In Kansas, the rate of serious health complications that occur during or after pregnancy and childbirth for Black individuals was 103.5 per 10,000 hospitalized deliveries, according to the Kansas Department of Health and Environment which studied rates from 2016-2020.  

This chronic stress caused by exposure to racism may further increase disparities in health for people who are Black, according to Thomeczek.

"The weathering hypothesis is often discussed in the maternal health care world,” Thomeczek said. "It's those day-to-day experiences of racism — whether it's very overt and explicit racism, or more microaggressions — those experiences really accumulate in a way that's harmful to health and well-being.” 

An illustration of a woman holdin her head in her hands and looking down. She is folded up on the ground with her knees pulled toward her chest.

Body Dissatisfaction 

Pregnancy is a transformative time for the body, with varying degrees of weight gain that are recorded by physicians and often commented on by family and strangers alike. 

While not uncommon, dissatisfaction with one’s body image during pregnancy is an important health concern and has been linked to adverse health outcomes for parent and child. 

Thomeczek divided this third theme of body dissatisfaction into two sub themes—dissatisfaction with how they viewed their own bodies and dissatisfaction from others, including societal pressures, about how their bodies looked.  

Individuals reported not feeling as beautiful as they did before having babies, feeling ashamed of how their bodies looked, and distressed that their body didn’t look the way it was supposed to.

In addition to weight gain, pregnant individuals can develop stretch marks or visible varicose veins, enlarged feet and ankles, skin darkening and acne. The many changes during pregnancy can be distressing to body image, Thomeczek said. 

"In terms of how they viewed themselves, the perinatal experiences really impacted their self-esteem, their confidence, whether they wanted to look at themselves in the mirror,” Thomeczek said. "There were a lot of negative thoughts about how their body looks or should look, and how it's different from how they were hoping for it to look.” 

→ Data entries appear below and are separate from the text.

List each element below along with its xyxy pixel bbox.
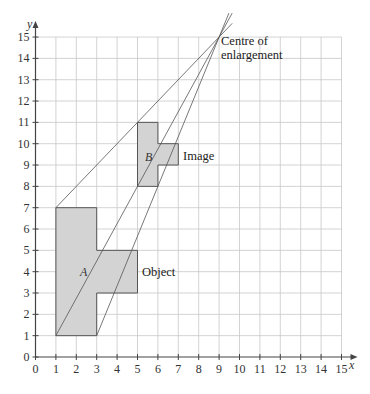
x-tick-label: 3 [94,362,100,376]
y-axis-label: y [26,17,33,31]
y-tick-label: 13 [18,73,30,87]
enlargement-rays [56,13,232,336]
y-tick-label: 7 [24,201,30,215]
x-tick-label: 1 [53,362,59,376]
image-shape-b [138,122,179,186]
y-tick-label: 11 [18,115,30,129]
y-tick-label: 1 [24,329,30,343]
y-tick-label: 14 [18,51,30,65]
object-label: Object [142,265,176,279]
x-tick-label: 12 [274,362,286,376]
x-tick-label: 11 [254,362,266,376]
x-tick-label: 6 [155,362,161,376]
y-axis-arrow-icon [33,21,39,28]
x-tick-label: 5 [135,362,141,376]
y-tick-label: 0 [24,350,30,364]
enlargement-ray [97,13,229,336]
x-tick-label: 9 [216,362,222,376]
y-tick-label: 10 [18,137,30,151]
object-shape-a [56,208,138,336]
x-tick-label: 8 [196,362,202,376]
image-label: Image [183,149,215,163]
y-tick-label: 5 [24,243,30,257]
x-axis-label: x [348,358,355,372]
y-tick-label: 15 [18,30,30,44]
y-tick-label: 4 [24,265,30,279]
image-letter-b: B [145,150,153,164]
enlargement-ray [56,13,232,336]
y-tick-label: 3 [24,286,30,300]
x-tick-label: 15 [336,362,348,376]
object-letter-a: A [79,265,88,279]
centre-label-line1: Centre of [221,34,269,48]
x-tick-label: 13 [295,362,307,376]
y-tick-label: 12 [18,94,30,108]
centre-label-line2: enlargement [221,48,283,62]
y-tick-label: 6 [24,222,30,236]
x-tick-label: 0 [33,362,39,376]
x-tick-label: 10 [234,362,246,376]
y-tick-label: 2 [24,307,30,321]
x-tick-label: 14 [315,362,327,376]
enlargement-diagram: 0123456789101112131415012345678910111213… [0,0,370,394]
y-tick-label: 9 [24,158,30,172]
coordinate-grid: 0123456789101112131415012345678910111213… [0,0,370,394]
y-tick-label: 8 [24,179,30,193]
x-tick-label: 7 [175,362,181,376]
x-tick-label: 4 [114,362,120,376]
x-tick-label: 2 [73,362,79,376]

These negative thoughts led participants to have a strong desire to return to their pre-pregnancy shape after giving birth. Reinforced by before-and-after photos of other postpartum people “snapping back” after giving birth, participants considered engaging in extreme behaviors to change their postpartum shape.

Cultural Congruence 

The interviews Thomeczek conducted informed the development of the screening tool for pregnant and postpartum Black individuals. One suggestion to improve screening was to change a question asking about losing weight to a question about being unhappy with one’s body shape.  

In other words, the question was changed to ask about “achieving a certain figure as opposed to just losing weight,” Thomeczek explained in a virtual town hall in which she shared her findings and sought feedback from participants in early December 2024. 

Another change to the assessment was to consider the emphasis in Black culture on family meals, Thomeczek said. "So, participants wanted more questions on things like, ‘Are you purposely skipping those family events to avoid eating food?’" 

Another change was to remove culturally offensive items, such as using white cultural norms to describe ideal body shape.  

“Some items specifically asked about whether they thought their hips or butt were too big,” Thomeczek said. These items reflect the thin ideal that is emphasized in white culture but does not account for the “body shapes and proportions” that are generally valued in Black culture, she added.  

CERB member Cecillia Safford said much of what Thomeczek found resonated with her experience and those of others she was aware of, and she anticipates the positive impact the survey results will have on identifying health concerns for Black and pregnant or postpartum individuals. 

“I am really looking forward to her findings as she moves forward in validating a tool for potentially assessing the presence of disordered eating in Black birthing persons,” Safford said.